Now for the playfield, you might even laugh at this.
So let's start off with the fact that it appeared all the plastics were in good shape, until I lifted this one. Since the plastic was cracked, the previous owner decided the best fix was to just glue it to a piece of galvanized steel (which is great for allowing light to shine through):
All the rubber was so aged, it was flaking off into a fine powder. My favorite though, the flipper rubbers were falling off so badly he decided that rather than spending $1.50 that he would simply wrap them with electrical tape:
This is my favorite though, this artist has decided to touchup the center playfield with what looks like a hobby paint set (thankfully this was not directly on the playfield, but on a top mylar layer):
So aftert stripping all that crappy plastic off (which was also scotch taped on the edges), I finally have a cleared off playfield. Granted the paint is still missing, at least you can see the playfield instead of a muddy mess:
I removed the rest of the plastics and posts (still have a few things to remove). Just as a test, I printed out a chunk of the center of the playfield (I'm working Photoshopping a clean play-field by starting out with a playfield image from visual pinball, and merging chunks from the web). I simply printed it on photopaper and glued it down with some wood glue.
Obviously this isn't permanent, photo paper (even if it were cleared over) is too thick
and would tear easily (and the inserts would need a lot of filling).
Plus I plan to sand the playfield completely before doing an overlay.
Really I wanted to see how bad it would be shifting and lining up an
overlay, and rolling it flat, and making sure glue wouldn't seep through
holes. I'm trying to avoid putting more work than I need to. The professional way would be to completely strip both sides, remove inserts, replace them, then overlay, clearcoat, and re-assemble. I may still do that (I would want to connectorize and serialize every part so it can easily be re-assembled), but if I can avoid it I will. I've clearcoated a playfield in the past just by filling any holes with foil (which works better than you would think), and it seemed to work pretty well. I priced out a vinyl print, and I can get it done for $16 plus about $7 shipping, which I think is really reasonable (same place that printed the blue october cabinet artwork).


Write how many lines in the records below include the string "SEVERE". No other text should be given.

Data extracted from a collection:
#####
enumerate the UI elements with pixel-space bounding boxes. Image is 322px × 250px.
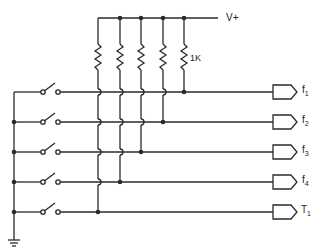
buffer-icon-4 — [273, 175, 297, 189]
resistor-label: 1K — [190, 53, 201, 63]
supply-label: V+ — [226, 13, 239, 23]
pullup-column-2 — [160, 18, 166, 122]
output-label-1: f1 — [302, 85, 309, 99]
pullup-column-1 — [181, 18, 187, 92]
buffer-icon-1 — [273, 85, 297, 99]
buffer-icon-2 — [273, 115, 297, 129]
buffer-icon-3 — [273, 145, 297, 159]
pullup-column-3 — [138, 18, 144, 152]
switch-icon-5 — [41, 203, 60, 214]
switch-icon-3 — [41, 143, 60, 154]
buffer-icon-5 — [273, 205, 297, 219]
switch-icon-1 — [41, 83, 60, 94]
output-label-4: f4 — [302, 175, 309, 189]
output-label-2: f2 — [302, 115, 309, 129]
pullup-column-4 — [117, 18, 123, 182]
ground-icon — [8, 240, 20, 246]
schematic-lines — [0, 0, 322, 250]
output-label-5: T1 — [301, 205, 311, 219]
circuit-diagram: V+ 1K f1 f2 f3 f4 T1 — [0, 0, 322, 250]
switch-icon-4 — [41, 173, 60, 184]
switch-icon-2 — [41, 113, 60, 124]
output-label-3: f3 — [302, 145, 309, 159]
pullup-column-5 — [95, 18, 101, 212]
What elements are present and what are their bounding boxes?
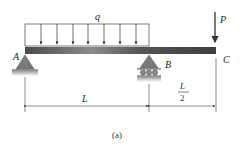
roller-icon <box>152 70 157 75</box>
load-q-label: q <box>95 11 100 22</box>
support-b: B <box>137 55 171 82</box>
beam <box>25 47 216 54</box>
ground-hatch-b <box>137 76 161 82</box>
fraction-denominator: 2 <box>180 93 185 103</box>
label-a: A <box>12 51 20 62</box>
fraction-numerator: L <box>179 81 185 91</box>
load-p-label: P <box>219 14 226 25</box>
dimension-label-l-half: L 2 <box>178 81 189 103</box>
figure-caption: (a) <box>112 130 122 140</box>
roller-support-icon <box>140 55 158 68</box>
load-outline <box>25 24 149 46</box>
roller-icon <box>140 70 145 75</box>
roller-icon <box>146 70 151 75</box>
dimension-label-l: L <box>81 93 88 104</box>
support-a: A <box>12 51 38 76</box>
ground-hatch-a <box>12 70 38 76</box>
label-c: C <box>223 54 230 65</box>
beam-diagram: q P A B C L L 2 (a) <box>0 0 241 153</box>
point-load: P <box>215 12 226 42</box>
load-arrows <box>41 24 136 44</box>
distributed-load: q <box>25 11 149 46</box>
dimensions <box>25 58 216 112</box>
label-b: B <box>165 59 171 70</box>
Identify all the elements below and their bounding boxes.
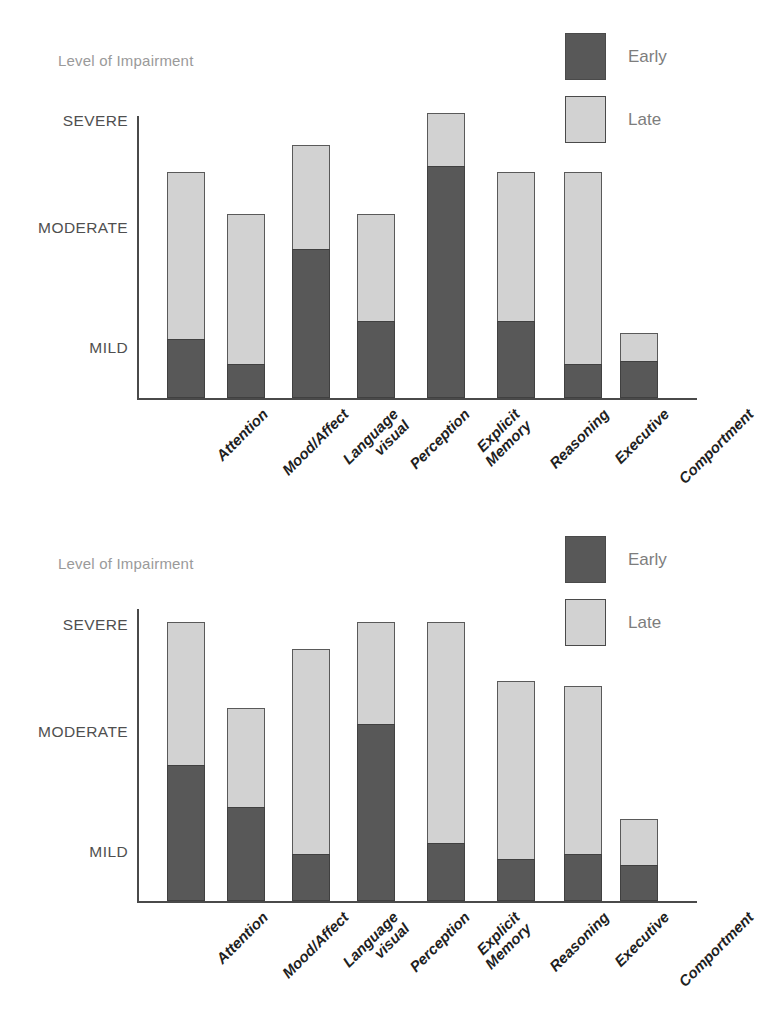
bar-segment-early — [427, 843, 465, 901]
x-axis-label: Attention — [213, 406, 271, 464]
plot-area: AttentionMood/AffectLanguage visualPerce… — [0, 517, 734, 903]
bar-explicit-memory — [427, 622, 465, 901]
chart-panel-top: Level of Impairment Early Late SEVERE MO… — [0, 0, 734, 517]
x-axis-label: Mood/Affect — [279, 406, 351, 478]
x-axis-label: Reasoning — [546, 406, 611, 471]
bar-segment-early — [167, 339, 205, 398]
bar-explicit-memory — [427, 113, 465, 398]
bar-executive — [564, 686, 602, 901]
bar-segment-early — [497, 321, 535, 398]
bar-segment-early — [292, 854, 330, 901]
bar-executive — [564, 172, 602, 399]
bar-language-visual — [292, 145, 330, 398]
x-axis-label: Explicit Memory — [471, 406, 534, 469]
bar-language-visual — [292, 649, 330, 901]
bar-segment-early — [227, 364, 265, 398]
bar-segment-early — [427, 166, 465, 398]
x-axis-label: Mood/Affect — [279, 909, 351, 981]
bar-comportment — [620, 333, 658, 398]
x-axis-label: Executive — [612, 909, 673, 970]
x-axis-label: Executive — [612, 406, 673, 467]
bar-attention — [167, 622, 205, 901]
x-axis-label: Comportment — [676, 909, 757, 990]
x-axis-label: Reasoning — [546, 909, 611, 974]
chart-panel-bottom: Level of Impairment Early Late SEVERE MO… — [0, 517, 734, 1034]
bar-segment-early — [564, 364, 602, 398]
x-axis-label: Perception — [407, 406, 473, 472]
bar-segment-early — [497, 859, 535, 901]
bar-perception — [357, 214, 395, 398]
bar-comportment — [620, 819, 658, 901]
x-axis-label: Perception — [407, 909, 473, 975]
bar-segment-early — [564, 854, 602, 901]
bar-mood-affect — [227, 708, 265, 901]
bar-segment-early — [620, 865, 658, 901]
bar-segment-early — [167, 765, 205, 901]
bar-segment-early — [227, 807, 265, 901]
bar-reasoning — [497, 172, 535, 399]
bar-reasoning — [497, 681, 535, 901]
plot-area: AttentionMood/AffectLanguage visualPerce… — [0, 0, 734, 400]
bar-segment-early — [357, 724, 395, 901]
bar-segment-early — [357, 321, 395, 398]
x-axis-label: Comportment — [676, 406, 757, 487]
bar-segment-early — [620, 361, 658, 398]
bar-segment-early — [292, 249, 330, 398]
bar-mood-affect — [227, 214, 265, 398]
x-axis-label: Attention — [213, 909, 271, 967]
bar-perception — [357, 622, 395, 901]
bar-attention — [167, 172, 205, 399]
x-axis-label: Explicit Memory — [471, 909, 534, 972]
#####
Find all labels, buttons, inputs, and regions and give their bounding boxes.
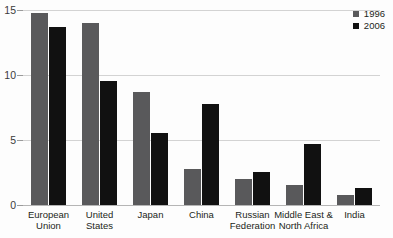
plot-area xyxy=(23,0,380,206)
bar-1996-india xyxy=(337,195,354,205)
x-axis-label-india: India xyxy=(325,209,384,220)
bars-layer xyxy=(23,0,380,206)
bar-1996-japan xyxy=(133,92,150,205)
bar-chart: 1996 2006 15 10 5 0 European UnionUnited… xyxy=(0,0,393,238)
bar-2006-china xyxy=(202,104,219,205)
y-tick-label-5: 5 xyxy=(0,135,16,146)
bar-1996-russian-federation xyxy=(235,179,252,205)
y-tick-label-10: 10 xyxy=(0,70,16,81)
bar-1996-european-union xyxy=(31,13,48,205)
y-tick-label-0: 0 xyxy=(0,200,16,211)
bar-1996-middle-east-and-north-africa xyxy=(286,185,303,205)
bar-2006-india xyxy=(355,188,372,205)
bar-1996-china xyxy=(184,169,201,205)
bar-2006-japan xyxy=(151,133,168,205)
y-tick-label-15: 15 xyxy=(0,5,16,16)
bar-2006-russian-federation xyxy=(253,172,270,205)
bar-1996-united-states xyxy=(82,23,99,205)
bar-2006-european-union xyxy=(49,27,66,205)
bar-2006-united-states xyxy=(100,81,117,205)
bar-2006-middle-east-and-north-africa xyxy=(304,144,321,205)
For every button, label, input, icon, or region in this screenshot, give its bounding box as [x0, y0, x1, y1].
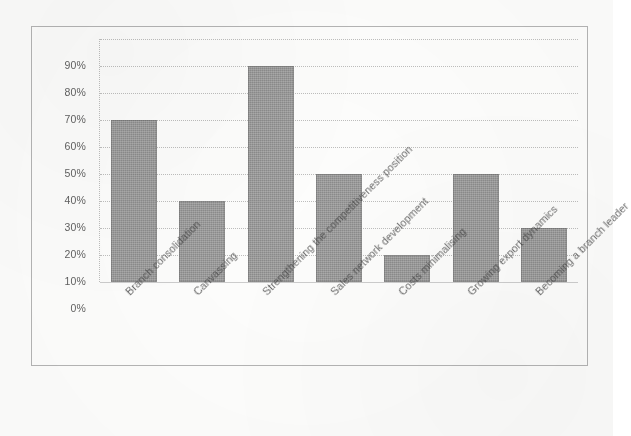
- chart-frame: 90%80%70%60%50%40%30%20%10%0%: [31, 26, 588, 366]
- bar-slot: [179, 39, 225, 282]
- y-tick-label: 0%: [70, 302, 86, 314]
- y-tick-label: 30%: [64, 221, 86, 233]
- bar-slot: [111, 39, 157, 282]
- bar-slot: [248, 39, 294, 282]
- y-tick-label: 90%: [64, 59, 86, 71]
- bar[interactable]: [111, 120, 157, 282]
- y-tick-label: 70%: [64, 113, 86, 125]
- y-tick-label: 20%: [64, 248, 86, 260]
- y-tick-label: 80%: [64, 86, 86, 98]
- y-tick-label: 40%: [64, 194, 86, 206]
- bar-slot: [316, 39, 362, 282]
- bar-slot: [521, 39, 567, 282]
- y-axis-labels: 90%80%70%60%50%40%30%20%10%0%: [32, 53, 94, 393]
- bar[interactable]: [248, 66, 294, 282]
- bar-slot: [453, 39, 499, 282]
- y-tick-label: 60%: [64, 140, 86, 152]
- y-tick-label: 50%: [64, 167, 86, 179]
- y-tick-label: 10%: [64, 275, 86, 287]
#####
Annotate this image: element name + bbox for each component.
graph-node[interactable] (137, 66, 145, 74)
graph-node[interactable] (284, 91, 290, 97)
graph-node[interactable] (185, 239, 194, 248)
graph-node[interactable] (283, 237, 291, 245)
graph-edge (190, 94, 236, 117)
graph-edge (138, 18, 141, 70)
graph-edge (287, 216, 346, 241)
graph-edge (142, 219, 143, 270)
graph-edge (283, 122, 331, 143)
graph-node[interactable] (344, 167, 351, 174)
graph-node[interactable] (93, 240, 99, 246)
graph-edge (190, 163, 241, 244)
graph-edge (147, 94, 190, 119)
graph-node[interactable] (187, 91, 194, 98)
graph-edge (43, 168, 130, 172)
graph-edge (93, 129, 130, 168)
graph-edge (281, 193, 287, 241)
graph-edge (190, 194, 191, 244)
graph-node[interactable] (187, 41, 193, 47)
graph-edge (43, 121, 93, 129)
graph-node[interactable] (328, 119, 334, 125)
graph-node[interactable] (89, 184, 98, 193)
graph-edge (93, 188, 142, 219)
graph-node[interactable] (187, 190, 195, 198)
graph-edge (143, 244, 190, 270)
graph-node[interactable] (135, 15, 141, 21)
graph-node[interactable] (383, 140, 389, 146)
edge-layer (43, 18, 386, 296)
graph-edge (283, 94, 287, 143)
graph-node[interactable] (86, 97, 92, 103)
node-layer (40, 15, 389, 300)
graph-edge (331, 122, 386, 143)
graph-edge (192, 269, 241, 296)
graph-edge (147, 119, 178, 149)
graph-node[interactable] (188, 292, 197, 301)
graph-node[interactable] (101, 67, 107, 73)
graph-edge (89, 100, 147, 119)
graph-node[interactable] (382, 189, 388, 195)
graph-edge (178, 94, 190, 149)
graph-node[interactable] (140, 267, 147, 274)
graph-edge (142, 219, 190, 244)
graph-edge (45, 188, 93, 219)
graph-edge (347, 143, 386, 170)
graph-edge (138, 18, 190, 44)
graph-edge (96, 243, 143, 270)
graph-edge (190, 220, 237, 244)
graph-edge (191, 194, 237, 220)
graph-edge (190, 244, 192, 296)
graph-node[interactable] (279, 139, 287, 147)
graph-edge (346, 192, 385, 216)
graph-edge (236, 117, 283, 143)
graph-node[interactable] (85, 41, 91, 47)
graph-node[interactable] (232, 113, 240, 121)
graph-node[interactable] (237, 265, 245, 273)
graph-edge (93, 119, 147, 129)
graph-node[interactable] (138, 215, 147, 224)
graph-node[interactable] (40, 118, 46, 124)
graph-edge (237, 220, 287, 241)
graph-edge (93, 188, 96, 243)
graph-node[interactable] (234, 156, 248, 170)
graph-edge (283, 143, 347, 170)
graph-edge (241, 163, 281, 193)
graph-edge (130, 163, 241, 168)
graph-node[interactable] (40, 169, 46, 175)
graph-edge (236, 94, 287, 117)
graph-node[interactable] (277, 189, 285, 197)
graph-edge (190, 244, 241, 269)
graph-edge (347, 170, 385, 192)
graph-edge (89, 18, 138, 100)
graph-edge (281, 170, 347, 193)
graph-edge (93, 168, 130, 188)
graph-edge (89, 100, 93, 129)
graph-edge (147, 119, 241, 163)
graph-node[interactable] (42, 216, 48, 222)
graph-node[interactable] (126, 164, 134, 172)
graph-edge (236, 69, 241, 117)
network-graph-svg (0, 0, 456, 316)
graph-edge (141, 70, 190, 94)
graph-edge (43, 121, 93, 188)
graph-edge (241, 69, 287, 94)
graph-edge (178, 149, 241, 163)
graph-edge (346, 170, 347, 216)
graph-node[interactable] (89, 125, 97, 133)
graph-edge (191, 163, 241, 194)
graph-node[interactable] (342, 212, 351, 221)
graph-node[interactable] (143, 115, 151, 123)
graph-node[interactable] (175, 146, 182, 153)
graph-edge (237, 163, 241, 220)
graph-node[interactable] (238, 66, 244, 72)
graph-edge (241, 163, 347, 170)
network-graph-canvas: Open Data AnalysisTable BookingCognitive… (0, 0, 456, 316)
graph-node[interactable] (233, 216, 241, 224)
#####
Answer space – 2